Margot Wizansky: “Monet’s Water Lilies”

MONET’S WATER LILIES

L‘Orangerie, Paris

Disoriented, I’m floating with water lilies—
the galleries shaped like elongated eggs—
and reflections of clouds heavy with sunlight,
leaves barely held by the surface of water,
moving almost imperceptibly, as if the depths
hold some other mystery, perhaps
a nymph dying of love in the trailing
willows, an expanse with no beginning,
no shoreline, tender shades of grief,
succor of sunrise in orange and rose
on the eastern side, the setting sun opposite,
panels conceived while Monet, his sight failing,
mourned his son, beset by insurmountable
doubts as he worked and reworked for decades,
even destroying the ones that dissatisfied him,
painting sometimes to the crack of distant guns,
and after, his canvases had no beginning or end,
this memorial to the Great War to heal French souls,
painting the way battles erased time and space
and borders, laboring in plein air or in his studio
suffused with light and when the final panorama
was installed, the colors resonated with whatever
weather shone through the glass ceiling,
a Sistine Chapel of Impressionism, no focal points,
only atmosphere, only soft abstraction.

Margot Wizansky’s chapbook, Wild for Life, was published with Lily Poetry Review Books (2022).
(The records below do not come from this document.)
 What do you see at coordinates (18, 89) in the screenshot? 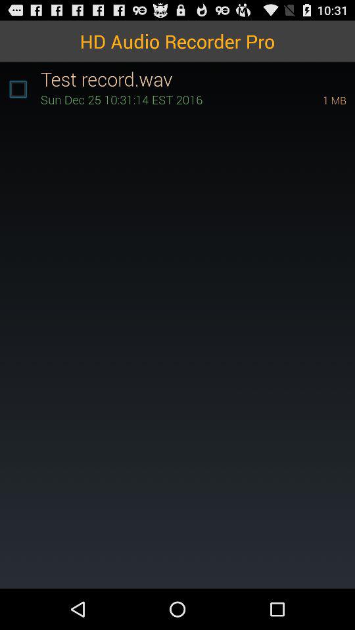
I see `select item` at bounding box center [18, 89].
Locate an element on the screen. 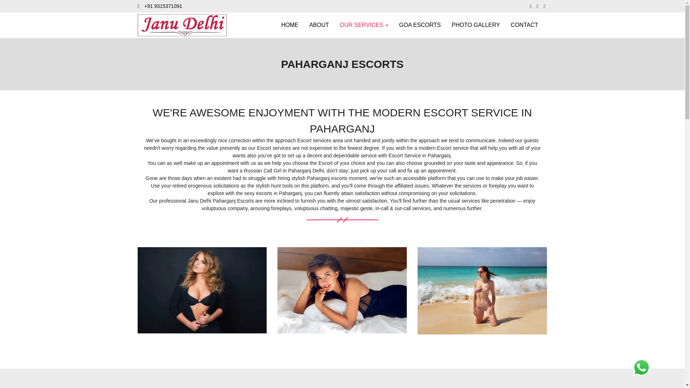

The Yellow Sweater, her full-length poetry collection, is available from Kelsay Press (2023). Wizansky’s poems have appeared online and in many journals such as American Journal of Poetry, Missouri Review, Bellevue Literary Review, Ruminate, River Styx, Cimarron, and elsewhere. She edited anthologies: Mercy of Tides: Poems for a Beach House and Rough Places Plain: Poems of the Mountains.